Ethan’s first inclination was to scramble back into the recess, but he fought against the urge, fearing any sudden movement would draw attention.

Son of a bitch, they followed me.

Crossed the river after all.

They were down in those giant pines by the river and so well hidden in shadow that he couldn’t gauge their number.

At a sloth’s pace, inch by inch, Ethan withdrew into the recess, lowering himself until his chest was flattened against the freezing rock, now just peeking out over the lip of the alcove.

They vanished into shadow, and for a moment, aside from the river, the world stood absolutely still, Ethan beginning to wonder if he’d actually seen anything at all. Considering what he’d been through in the last five days, rote hallucinations would’ve been a welcome return to sanity.

Thirty seconds later, they emerged out of the shadow of the pines, onto the crushed rock at the base of the slope.

What the hell?

There was only one, and though it was the size of a man, it didn’t move like a man—traveling across the rock on all fours, hairless and pale under the stars.

A metal taste—byproduct of fear—coated Ethan’s mouth as it struck him that its proportions were all wrong, arms seemingly twice their normal length.

The thing raised its head, and even from this distance, Ethan could see its oversized nose pointed toward the sky.

Smelling.

Ethan wriggled himself away from the opening and as far back into the alcove as he could get, where he huddled with his arms around his legs, shivering and straining to listen for the sound of approaching footsteps or shifting rocks.

But all he could hear was the purr of the river, and the next time he chanced a look outside, whatever he’d seen—or thought he’d seen—was gone.

* * *

In the few hours of darkness remaining, sleep eluded him.

He was too cold.

In too much pain.

Too terrorized by everything he’d experienced to venture back into dreams.

He lay on the rock, overwhelmed with one desire. One need.

Theresa.

Back home, he’d often wake in the middle of the night to feel her arm thrown over him, her body contoured to his. Even on the hardest nights. Nights he’d come home late. Nights they fought. Nights he’d betrayed her. She brought so much more to the table than he ever had. She loved at
light-speed. No hesitation. No regrets. No conditions. No reservations. While he hoarded his chips and held a part of himself back, she went all in. Every time.

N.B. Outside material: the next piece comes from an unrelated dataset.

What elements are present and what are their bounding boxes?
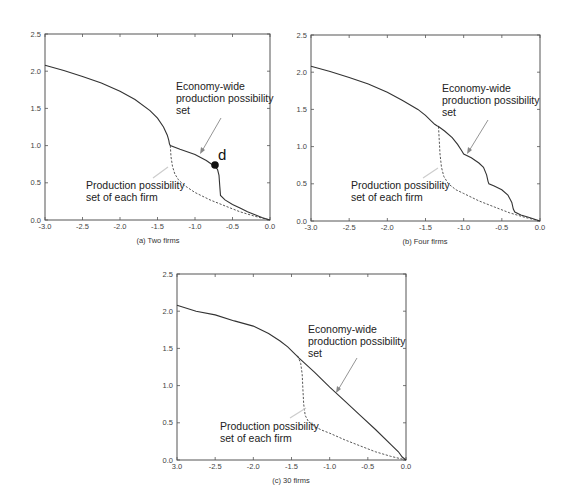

There were moments when you saw the people you loved for who they really were, separate from the baggage of projection and shared histories. When you saw them with fresh eyes, as a stranger might, and caught the feeling of the first time you loved them. Before the tears and the armor chinks. When there was still the possibility of perfection.

He had never had a clearer picture of his wife, had never loved her more—not even in the beginning—than in this moment, in this cold, dark place, as he imagined her holding him.

* * *

He watched the stars go dark as the sun breathed fire into the sky, and when it finally cleared the ridge on the far side of the river, he bathed in the rays of gorgeous warmth streaming into his alcove and toasting the frozen stone.

In the new light, he could finally see the damage he’d sustained fleeing Wayward Pines.

Bruises, bull’s-eyed with blackish-yellow hematomas, covered his arms and legs.

Puncture wounds from Nurse Pam’s needle stabs specked his left shoulder and right side.

He unwound the duct tape from his left leg, uncovering the place along the back of his thigh where Beverly had dug out the microchip. The pressure of the wrap had effectively stopped the bleeding, but the skin around the incision was inflamed. It would need antibiotics and a good stitch job to stave off infection.